While age itself dictates transfer for our oldest surviving books, condition may be more important in judging more recent material. All values of the book--scholarly, bibliographical, and market--may be greatly affected by condition. Copies that are badly worn, much repaired or rebound, should not automatically be considered for transfer, unless the age of the material preempts condition as a criterion. The durability of most library materials produced since the mid-nineteenth century has declined drastically. It is now increasingly difficult to locate even representative examples of many nineteenth- and twentieth-century printing and binding processes in fine original condition. So many volumes have required rebinding, for example, that the richness of the original decorative art applied to bindings and printed endpapers is increasingly difficult to find and study. Therefore, less than fine copies must be scrutinized as possible transfer items. Dustjackets frequently contain important information (e.g., text, illustrative design, and price), and if they are still present on general collection copies they should generally be retained.

4. Bibliographical, research or market value

The rarity and importance of individual books are not always self-evident. Some books, for example, were produced in circumstances which virtually guarantee their rarity (e.g., Confederate imprints).

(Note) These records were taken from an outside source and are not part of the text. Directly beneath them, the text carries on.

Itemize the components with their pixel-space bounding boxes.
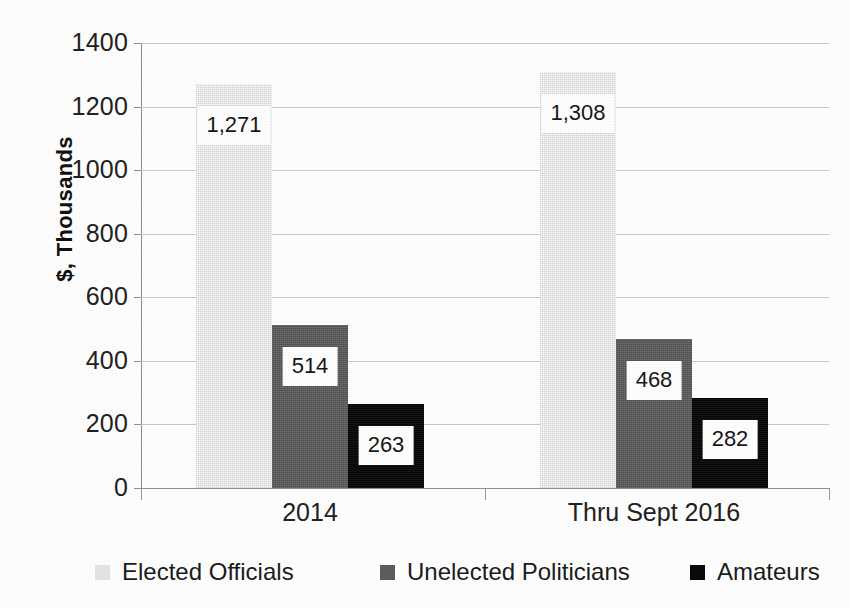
x-axis-category-1: 2014 [282,500,338,525]
plot-area: 1,2715142631,308468282 [141,43,829,488]
y-axis-label-1400: 1400 [48,30,128,55]
legend-item-3[interactable]: Amateurs [690,556,820,588]
y-tick-mark-1400 [134,43,141,44]
y-axis-label-600: 600 [48,284,128,309]
y-tick-mark-0 [134,488,141,489]
legend-label-1: Elected Officials [122,560,294,584]
legend-item-2[interactable]: Unelected Politicians [380,556,630,588]
bar-value-label-1-group-2: 1,308 [541,94,614,133]
bar-value-label-3-group-1: 263 [359,426,414,465]
bar-chart: $, Thousands 0200400600800100012001400 1… [0,0,850,608]
y-tick-mark-800 [134,234,141,235]
bar-1-group-2 [540,72,616,488]
x-axis-tick-2 [485,489,486,500]
legend-label-3: Amateurs [717,560,820,584]
y-tick-mark-600 [134,297,141,298]
x-axis-tick-3 [829,489,830,500]
y-axis-label-1000: 1000 [48,157,128,182]
bar-value-label-1-group-1: 1,271 [197,106,270,145]
chart-legend: Elected OfficialsUnelected PoliticiansAm… [95,556,795,590]
legend-item-1[interactable]: Elected Officials [95,556,294,588]
y-axis-label-0: 0 [48,475,128,500]
x-axis-tick-1 [141,489,142,500]
y-tick-mark-400 [134,361,141,362]
legend-swatch-unelected-politicians-icon [380,565,395,580]
y-tick-mark-1000 [134,170,141,171]
y-axis-label-1200: 1200 [48,94,128,119]
y-axis-label-400: 400 [48,348,128,373]
y-axis-label-800: 800 [48,221,128,246]
legend-swatch-amateurs-icon [690,565,705,580]
bar-value-label-2-group-1: 514 [283,347,338,386]
bar-value-label-3-group-2: 282 [703,420,758,459]
legend-swatch-elected-officials-icon [95,565,110,580]
bar-value-label-2-group-2: 468 [627,361,682,400]
x-axis-category-2: Thru Sept 2016 [568,500,740,525]
y-axis-label-200: 200 [48,411,128,436]
legend-label-2: Unelected Politicians [407,560,630,584]
y-tick-mark-200 [134,424,141,425]
y-tick-mark-1200 [134,107,141,108]
y-axis-tick-labels: 0200400600800100012001400 [48,0,128,608]
gridline-1400 [141,43,829,44]
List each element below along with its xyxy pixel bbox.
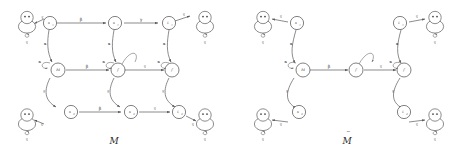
edge-label-alpha-v: α (396, 42, 399, 46)
loop-label-tau: τ (434, 137, 437, 142)
hook-f1 (122, 53, 136, 64)
edge-s1-M (48, 30, 52, 62)
edge-rs1-terminal (272, 19, 288, 22)
figure-canvas: τ τ τ τ τ β (0, 0, 461, 155)
edge-t1-terminal (175, 16, 190, 21)
loop-label-tau: τ (262, 137, 265, 142)
edge-label-beta: β (328, 64, 331, 69)
panel-right: τ τ τ τ τ τ (254, 11, 443, 146)
edge-label-tau: τ (280, 14, 283, 19)
caption-right: M (341, 136, 352, 146)
state-node-rt2[interactable]: t 2 (397, 105, 410, 118)
loop-label-tau: τ (262, 40, 265, 45)
loop-label-tau: τ (26, 40, 29, 45)
edge-label-beta: β (80, 17, 83, 22)
state-node-rs2[interactable]: s 2 (292, 105, 305, 118)
terminal-node-bottom-right[interactable]: τ (426, 109, 443, 142)
edge-rt1-terminal (409, 19, 425, 22)
edge-label-gamma: γ (140, 17, 143, 22)
terminal-node-top-right[interactable]: τ (426, 11, 443, 44)
edge-f2-t2 (165, 78, 175, 107)
loop-label-tau: τ (204, 137, 207, 142)
state-node-s3[interactable]: s 2 (64, 105, 77, 118)
state-label: s (129, 110, 131, 114)
edge-t1-f2 (167, 30, 171, 62)
panel-left: τ τ τ τ τ β (18, 11, 213, 146)
edge-rM-rs2 (287, 78, 296, 108)
terminal-node-top-left[interactable]: τ (18, 11, 35, 44)
state-label: s (297, 110, 299, 114)
edge-M-s3 (46, 78, 56, 107)
state-label: s (48, 21, 50, 25)
self-loop-label-alpha: α (39, 60, 42, 64)
edge-label-gamma-v: γ (107, 89, 109, 93)
edge-rt1-rf1 (398, 30, 401, 63)
loop-label-tau: τ (26, 137, 29, 142)
loop-label-tau: τ (434, 40, 437, 45)
self-loop-label-alpha: α (390, 60, 393, 64)
state-node-rf1[interactable]: f (397, 63, 411, 77)
state-label: s (69, 110, 71, 114)
edge-label-tau: τ (280, 122, 283, 127)
state-node-rs1[interactable]: s 1 (290, 16, 303, 29)
caption-left: M (108, 136, 119, 146)
state-node-s1[interactable]: s 1 (43, 16, 56, 29)
state-label: M (55, 68, 60, 72)
self-loop-alpha-M (42, 62, 50, 68)
state-node-M[interactable]: M (51, 63, 65, 77)
state-node-s4[interactable]: s 2 (124, 105, 137, 118)
edge-label-gamma-v: γ (162, 89, 164, 93)
edge-label-gamma-v: γ (286, 89, 288, 93)
edge-label-tau: τ (192, 122, 195, 127)
edge-rs1-rM (292, 30, 296, 63)
edge-label-alpha-v: α (108, 42, 111, 46)
edge-label-tau: τ (380, 64, 383, 69)
self-loop-label-alpha: α (285, 60, 288, 64)
edge-rf1-rt2 (393, 78, 402, 108)
state-node-s2[interactable]: s 1 (108, 16, 121, 29)
terminal-node-bottom-left[interactable]: τ (254, 109, 271, 142)
edge-s2-f1 (112, 30, 116, 62)
edge-label-tau: τ (416, 14, 419, 19)
edge-label-alpha-v: α (163, 42, 166, 46)
loop-label-tau: τ (204, 40, 207, 45)
self-loop-label-alpha: α (103, 60, 106, 64)
automata-figure: τ τ τ τ τ β (0, 0, 461, 155)
edge-s1-terminal (35, 19, 45, 24)
terminal-node-top-left[interactable]: τ (254, 11, 271, 44)
edge-label-tau: τ (154, 106, 157, 111)
edge-f1-s4 (110, 78, 120, 107)
edge-label-tau: τ (144, 64, 147, 69)
self-loop-alpha-rM (288, 62, 296, 68)
edge-label-beta: β (86, 64, 89, 69)
state-label: s (295, 21, 297, 25)
edge-t2-terminal (186, 116, 196, 121)
edge-label-tau: τ (183, 12, 186, 17)
edge-label-tau: τ (416, 122, 419, 127)
state-node-f2[interactable]: f (165, 63, 179, 77)
edge-label-gamma-v: γ (392, 89, 394, 93)
state-node-f1[interactable]: f (111, 63, 125, 77)
initial-state-marker (359, 53, 373, 64)
state-node-t1[interactable]: t 1 (162, 16, 175, 29)
state-node-t2[interactable]: t 2 (172, 105, 185, 118)
caption-right-accent: ~ (346, 128, 350, 134)
self-loop-label-alpha: α (158, 60, 161, 64)
edge-label-alpha-v: α (44, 42, 47, 46)
state-node-rt1[interactable]: t 1 (393, 16, 406, 29)
state-node-rf0[interactable]: f (349, 63, 363, 77)
edge-label-beta: β (99, 106, 102, 111)
edge-label-gamma-v: γ (43, 89, 45, 93)
state-label: s (113, 21, 115, 25)
state-label: M (300, 68, 305, 72)
terminal-node-bottom-left[interactable]: τ (18, 109, 35, 142)
terminal-node-top-right[interactable]: τ (196, 11, 213, 44)
terminal-node-bottom-right[interactable]: τ (196, 109, 213, 142)
state-node-rM[interactable]: M (296, 63, 310, 77)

Factors affecting importance and rarity can include the following:
1. desirability to collectors and the antiquarian book trade;
2. intrinsic or extrinsic evidence of censorship or repression;
3. seminal nature or importance to a particular field of study or genre of literature;
4. restricted or limited publication;
5. the cost of acquisition.

Older reference works and early periodicals still needed for general use frequently become quite valuable and may require careful consideration for transfer, especially if facsimile or other reprint editions are available to replace them on the open shelves. In recent years, attention has been given to the need to protect valuable government documents. Reports of scientific discoveries and exploratory expeditions, documents with valuable maps or plates, ethnographic reports, and early documents of major historical significance are subject to theft, mutilation, or deterioration and may require transfer.

Selected reading

The development, definition and updating of a transfer policy is a complex and ongoing process. It requires the exercise of imagination and good judgment, and profits from wide and informed reading. Although there is no literature dealing with transfer per se, the following books, selected from the large literature of books about books and book collecting, may provide special help to those charged with forming and reforming their library's policies.

  1. Bernard, Philippa, ed. Antiquarian Books. Philadelphia: University of Pennsylvania Press, 1994.
  2. Brook, G . L. Books and Book Collecting. London: Andre Deutsch, 1980.
  3. Carter, John. ABC for Book Collectors, 7th ed. rev. by Nicolas Barker. New Castle, DE: Oak Knoll Press, 1995.
  4. Carter, John. Taste and Technique in Book Collecting; with an epilogue. London: Private Libraries Assoc., 1970. (1977 printing).
  5. Cave, Roderick, Rare Book Librarianship. 2nd rev. ed., New York: R.R. Bowker, 1983.
  6. Gaskell, Philip. A New Introduction to Bibliography. New York: Oxford University Press.
  7. Peters, Jean, ed. Book Collecting: A Modern Guide. New York: R.R. Bowker, 1977.
  8. Peters, Jean. Collectible Books: Some New Paths. New York: R.R. Bowker, 1979.
  9. Streit, Samuel. "Transfer of Materials from General Stacks to Special Collections," Collection Management 7 (summer 1985): 33-46.
  10. Walsh, Jim, et al. Rare and Valuable Government Documents: A Resource Packet on Identification, Preservation, and Security Issues for Government Documents Collections (1993). A packet of materials available from Depository Libraries.